So I say WHY she thinks and say cause it's Disney.
So tomorrow tell her that "cause it's Disney" isn't an actual answer.
If someone said that to me, I'd have to let them know that it wasn't my son who first started asking for the Disney trips.
If someone told me they would never go to Disney because it's Disney I would tell them what my DS did at age 8 when a classmate told him the characters were not real -- "I feel sorry for you because you don't have the magic in your heart!"
Hey now, he said that to a fellow 8 year old? When the other 8 year old was telling the absolute truth? And you're cool with that?
My son flirted with the idea that the characters were real, but one day as he was hugging Mickey he felt the zipper, then saw them, and from that moment he has KNOWN the real situation. Doesn't bother him, he still loves meeting them. He has been taught to not talk about characters AT ALL with other kids, because for some reason some parents teach them that they are real and it's not our place to talk about it with them, so honestly, come on, do the same. Have him not talk about it at all, because it's not HIS place to berate the child for something they know to be true. (and IS true)
I often think my son has more "magic" going on because he knows the truth and simply doesn't care, he likes meeting them anyway. But it's not something he'd ever say to another kid. Unless baited by someone telling him he doesn't have magic in his heart and that he *feels sorry* for my son.
I hope you rethink being OK with him saying that to another child. Who, again, was telling the truth.
Although I can see why some people aren't into the whole "fake" kind of vacation, I think to go overboard with the "I WOULD NEVER GO!" kind of statement is just plain mean. Probably smacks of something else, perhaps jealousy.
My sister is the type who is anti-"big business" and all and says if she had kids she'd only take them camping and hiking and such...even though I remind her she loved
Disneyland as a kid...we lived nearby and went every year. She replies that kids are just "brainwashed" into liking that stuff.
FWIW, after I hit my 20s I really disliked Disney. I read the book (The Mouse that Roared) about how sneaky Disney was about buying up the land dirt cheap by keeping his name out of it, etc etc, and it really disturbed me. And I was very anti-corporation, and simply could not understand why all the movies involved mothers dying (and Simba's dad, a bit later).
Then my mom died.
And I went on the journey that you go on when a parent dies.
And I realized that Cinderella's story would be entirely different, and rather boring, if she'd grown up in an intact household. And so on. The death spurs a new story.
I also realized they were mainly all fairy tales that he adapted (knew it before but hadn't really internalized it).
And I started to be more OK with it.
Then I realized, before ever going to Disney as an adult, that all HUGE corporations generally start with some person and their wish to do something interesting. They get big later.
Then we went to Disneyland for a day while in So Cal.
And that did it.
I wasn't jealous of anything. I simply didn't CARE that people were going there. I lived in SC and my mom lived in Miami, I drove into Orlando to visit cousins once, and never once even THOUGHT to visit a theme park. It simply wasn't in my thoughts at all.

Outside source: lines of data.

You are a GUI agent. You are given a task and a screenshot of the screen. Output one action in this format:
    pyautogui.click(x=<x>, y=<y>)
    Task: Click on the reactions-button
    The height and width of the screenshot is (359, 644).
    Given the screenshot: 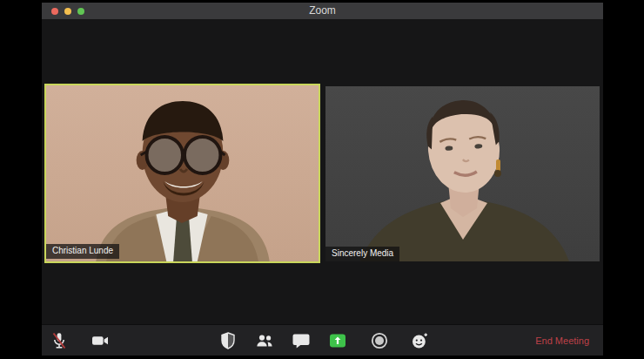 What is the action you would take?
    pyautogui.click(x=419, y=341)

I had the things I believed in, and that last paragraph was before my mom died and my whole world shifted, and that was that.
I, too, thought I would be hiking and backpacking with DS. Alas, the arachnophobia has really stopped that idea in its tracks (ha), and it's getting worse as I get older. It really sucks to have that fear.
Until I beat it, though, Disney's fun.
Even though I actively dislike characters (except for Jack Sparrow, who was always VERY kind and amusing to my son), even though my son knows the truth (and doesn't talk about it with his friends, as I hope they aren't talking about it with him), and even though it still bothers me that Walt was so sneaky about buying the land.
(Disney company still keeps their name out of things...my mom and stepdad lived in Country Walk in Miami, the housing development started by Disney and built by Arvada (Arvida?). The subdivision that was absolutely flattened by Andrew mainly because the whole place was made with finish nails, not proper nails. And the homeowners only got something like 20K extra (beyond insurance) per house because Disney got its name withheld 100% and it was only the builders the jury ever got to hear about, not Disney. Disney's VERY good about doing that.)